The tools from LinkedIn (blog). LinkedIn has made available some cool Lucene-related projects like Bobo, an optimized facet browser that does not rely on cached bitsets, and Zoie, a real-time index-search solution (built in a different way than what is available in Lucene 3). They are apparently integrating it all in Sensei. It is interesting to study the design of these projects.
ElasticSearch. ElasticSearch (ES) is a very new project, that appeared as a one-man project at about the same time we made our choice for SOLR. One can easily launch a number of ES nodes, they find themselves without configuration. Multiple indexes can be created using a simple REST API. When creating an index, you specify the number of shards and replicas you desire. It is designed to work on cloud computing solutions like EC2, where the local disk is only a temporary storage. There is a lot more to tell, but you can read that on their website. Despite the name 'elastic', it does not support indexes growing dynamically in the same way as tables can grow in HBase: the number of shards is fixed when creating the index. However, if you find yourself in need of more shards, you can create a new index with more shards and re-index your content into that. The number of shards is not related to the number of nodes, so you can plan for growth by choosing e.g. 10 shards even if you have just one or two nodes to start with.
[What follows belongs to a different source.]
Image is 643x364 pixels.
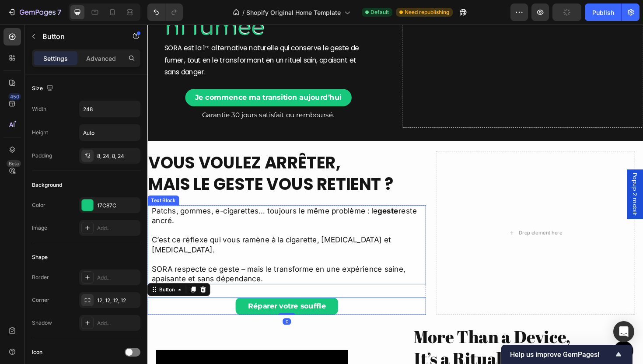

Lucandra, Lucehbase and Hbasene. These projects work by storing the inverted index on top of Cassandra respectively HBase. The use of a database is quite different from Lucene's segment-based approach. While it makes the storage of the inverted index scalable, it does not necessarily make all of Lucene's functionality scalable, such as sorting and faceting which depend on the field caches and bitset-based filters. Moreover, for HBase, which we know best, the storage is not as scalable as it may seem, since terms are stored as rows and the postings lists (= the documents containing the term) as columns. Usually the number of terms in a corpus is relatively limited, while the number of documents can be huge, but columns in HBase do not scale in the same way as rows. We think the scaling (sharding, replication) needs to happen on the level of Lucene instances itself, rather than just the storage below it. Still, it is interesting to watch how these projects will evolve.
Building our own. Another option was to just take Lucene itself and build our own scalable search solution using it. In this case we would have gone for a Katta/ElasticSearch-like approach to sharding and replication, with a focus on the search features we are most interested in (such as faceting). However, we decided that this would take too much of our time.